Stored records
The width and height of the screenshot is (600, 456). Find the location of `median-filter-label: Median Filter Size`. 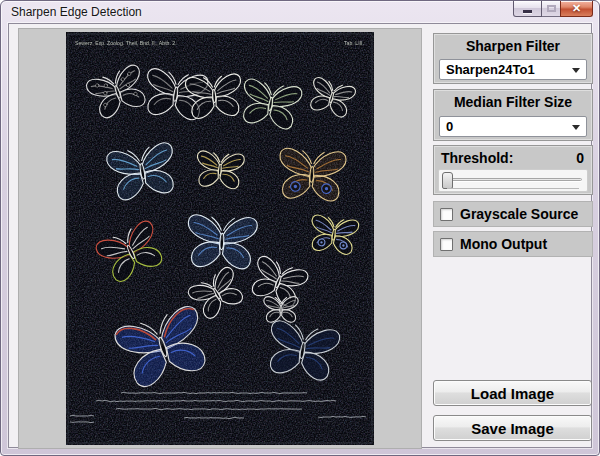

median-filter-label: Median Filter Size is located at coordinates (513, 100).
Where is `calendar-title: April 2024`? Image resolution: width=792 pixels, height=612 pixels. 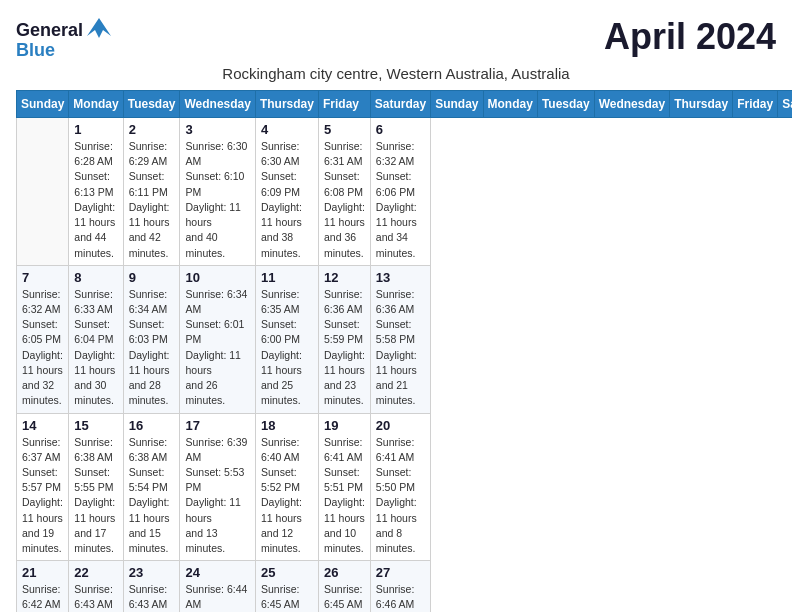
calendar-title: April 2024 is located at coordinates (690, 37).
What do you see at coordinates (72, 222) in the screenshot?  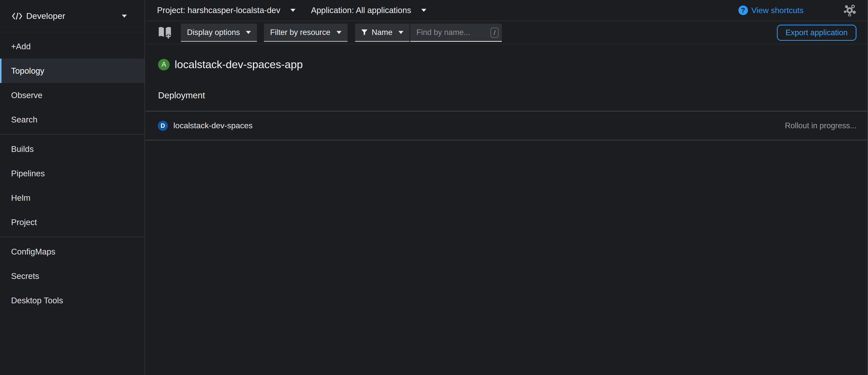 I see `sidebar-item-project: Project` at bounding box center [72, 222].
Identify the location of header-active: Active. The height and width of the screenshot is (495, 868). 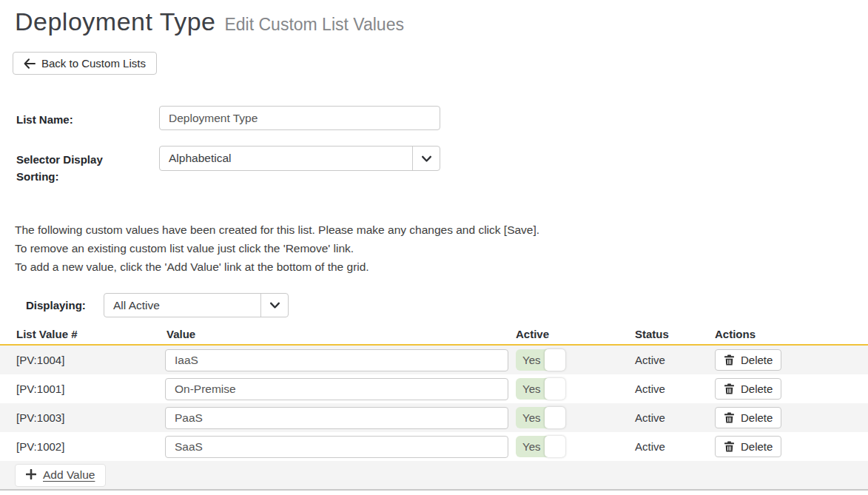
(576, 334).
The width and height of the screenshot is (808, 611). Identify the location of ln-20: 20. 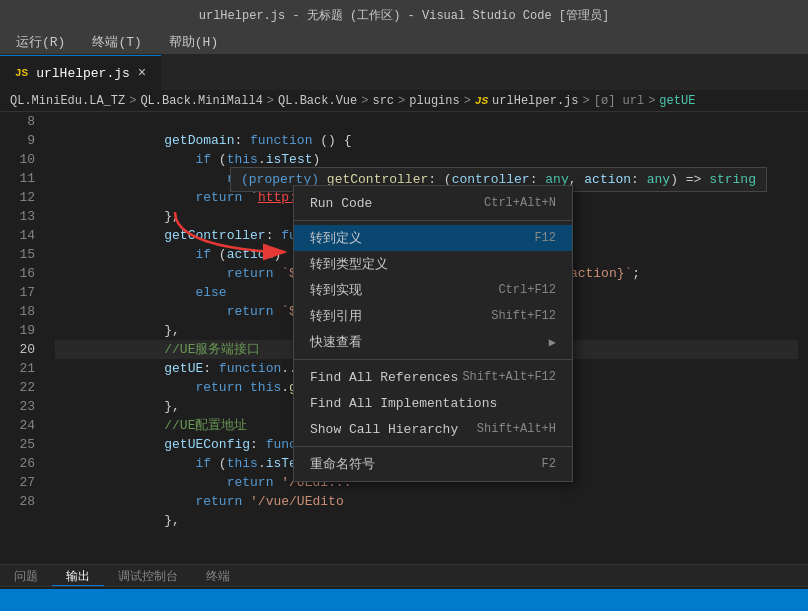
(20, 350).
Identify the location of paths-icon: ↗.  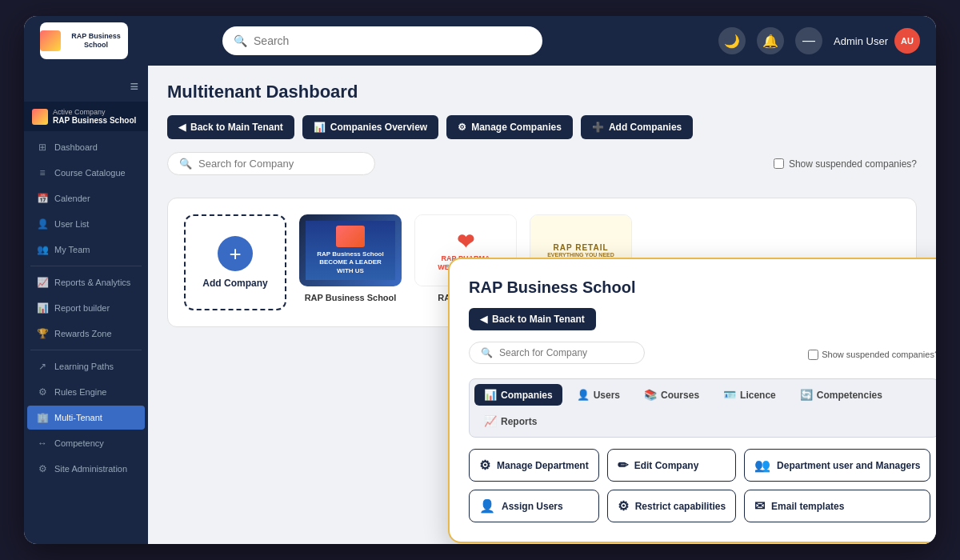
(42, 366).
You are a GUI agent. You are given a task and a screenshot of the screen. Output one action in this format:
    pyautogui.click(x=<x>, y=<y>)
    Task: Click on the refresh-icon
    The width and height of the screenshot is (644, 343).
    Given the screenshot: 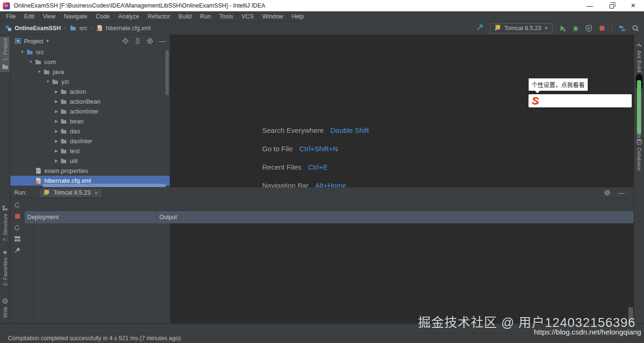 What is the action you would take?
    pyautogui.click(x=17, y=228)
    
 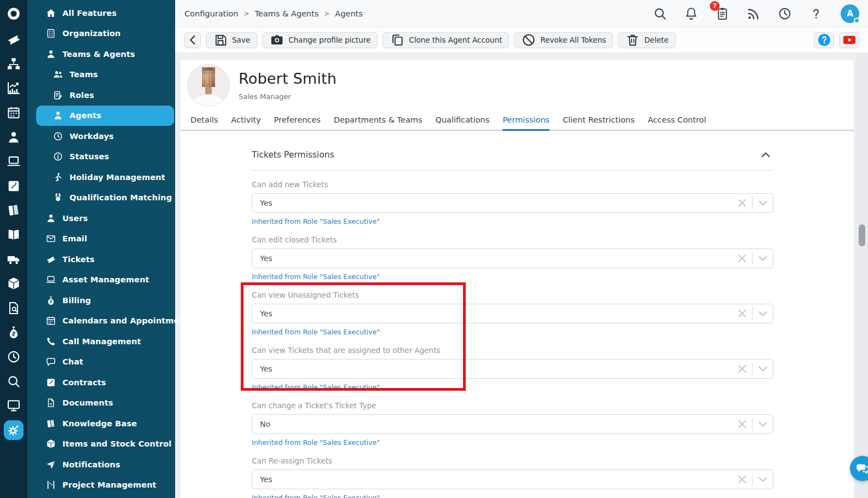 What do you see at coordinates (101, 444) in the screenshot?
I see `sidebar-item-items-stock: Items and Stock Control` at bounding box center [101, 444].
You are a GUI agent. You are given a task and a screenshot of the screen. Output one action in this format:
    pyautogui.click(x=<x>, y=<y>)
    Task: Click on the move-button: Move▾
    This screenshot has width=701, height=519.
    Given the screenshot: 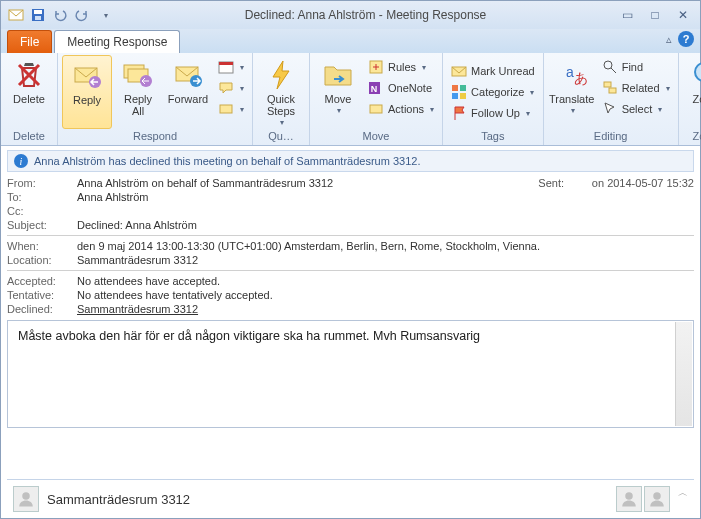 What is the action you would take?
    pyautogui.click(x=338, y=91)
    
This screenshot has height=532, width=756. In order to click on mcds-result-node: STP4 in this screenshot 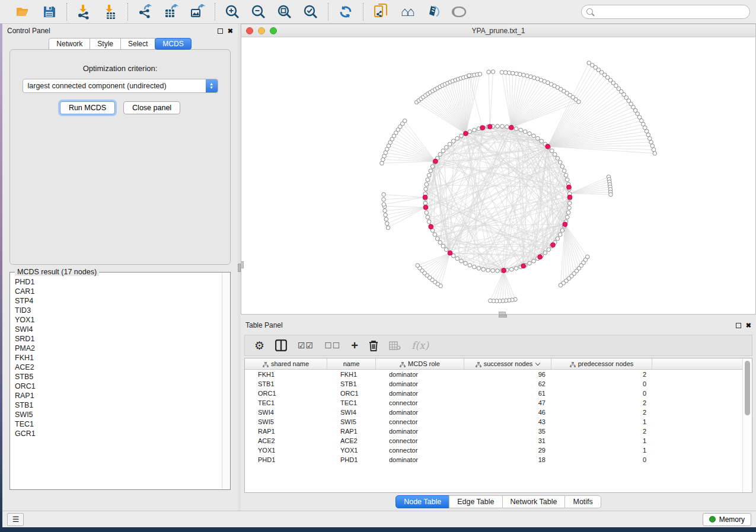, I will do `click(119, 301)`.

- **What the exercise asks**
Print exactly the lines above, between the one holding "Task: Click on the refresh-icon" and the one holding "The width and height of the screenshot is (644, 343).", inclusive, and nothing besides.

- **Written solution**
    Task: Click on the refresh-icon
    The width and height of the screenshot is (644, 343).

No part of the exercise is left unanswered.